1 See, e.g., Gillian E. Metzger, Essay, Agencies, Polarization, and the States, 115 Colum. L. Rev. 1739, 1746–48 (2015) (summarizing some of the implications of political polarization for administrative agencies).
2 1 Richard J. Pierce, Jr., Administrative Law Treatise § 2.3 (5th ed. 2010) (observing that agencies are responsible for most of the government’s policy decisions, rules of conduct, and adjudications of individual cases).
3 Ian Ayres & John Braithwaite, Responsive Regulation: Transcending the Deregulation Debate 20–21 (1992) (recognizing that “[i]ncreasingly within both scholarly and regulatory communities there is a feeling that the regulatory agencies that do best at achieving their goals are those that strike some sort of sophisticated balance between” deterrence of noncompliance through enforcement and penalties versus “gentle persuasion” to secure compliance with legal requirements).
4 See, e.g., Tom R. Tyler, Psychological Perspectives on Legitimacy and Legitimation, 57 Ann. Rev. Psychol. 375, 376–78 (2006) (linking legitimacy, defined as “the belief that authorities, institutions, and social arrangements are appropriate, proper, and just,” with voluntary compliance with legal requirements).
5 See, e.g., Philip Wallach, Ctr. for Effective Pub. Mgmt. at Brookings, The Administrative State’s Legitimacy Crisis (2016); Gillian E. Metzger, Foreword: 1930s Redux: The Administrative State Under Siege, 131 Harv. L. Rev. 1, 8–9 (2017).

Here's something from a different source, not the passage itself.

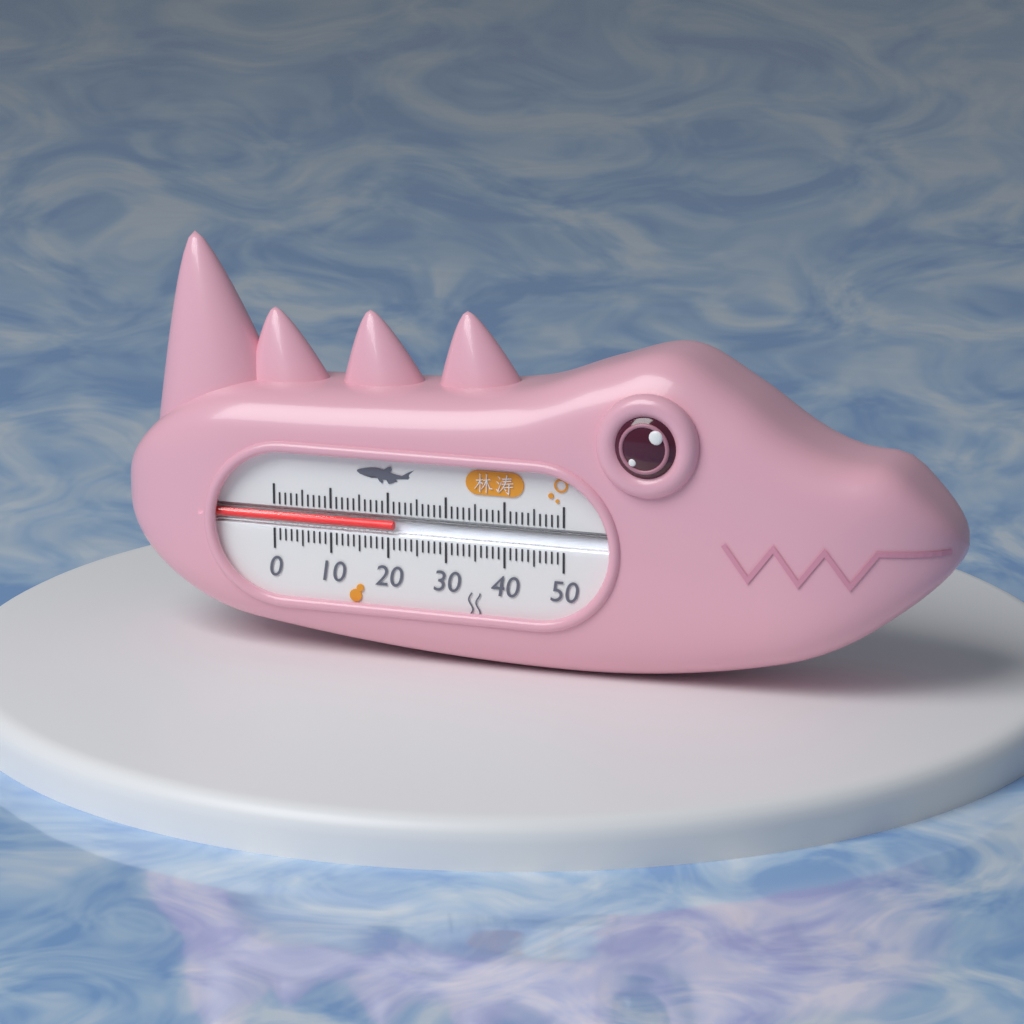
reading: 21 (no unit)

6 See Free Enter. Fund v. Pub. Co. Accounting Oversight Bd., 561 U.S. 477 (2010); PHH Corp. v. Consumer Fin. Prot. Bureau, 839 F.3d 1 (D.C. Cir. 2016), rev’d en banc, 881 F.3d 75 (D.C. Cir. 2018); Intercollegiate Broad. Sys., Inc. v. Copyright Royalty Bd., 684 F.3d 1332 (D.C. Cir. 2012).

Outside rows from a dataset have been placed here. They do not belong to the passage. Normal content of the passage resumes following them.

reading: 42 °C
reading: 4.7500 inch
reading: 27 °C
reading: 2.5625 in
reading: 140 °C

7 3 Richard J. Pierce, Jr., Administrative Law Treatise § 18.1, at 1675 (5th ed. 2010) (“In most cases, successful prosecution of a review proceeding yields instead a judicial decision setting aside the agency action and remanding the proceeding for further agency action not inconsistent with the decision of the reviewing court.”).
8 See, e.g., Intercollegiate Broad. Sys., 684 F.3d at 1340–41.
9 561 U.S. 477.
10 Intercollegiate Broad. Sys., Inc. v. Copyright Royalty Bd., 796 F.3d 111 (D.C. Cir. 2015); Intercollegiate Broad. Sys., 684 F.3d 1332; Intercollegiate Broad. Sys., Inc. v. Copyright Royalty Bd., 571 F.3d 69 (D.C. Cir. 2009) (per curiam).
11 839 F.3d 1. Although the three-judge panel in PHH applied the severance remedy, id. at 37–39, the en banc court’s conclusion did not require it to consider the remedy. PHH Corp. v. Consumer Fin. Prot. Bureau, 881 F.3d 75, 77 (D.C. Cir. 2018) (en banc). Nevertheless, separate dissenting opinions authored by Judges Brett Kavanaugh and Karen LeCraft Henderson debated the severance remedy.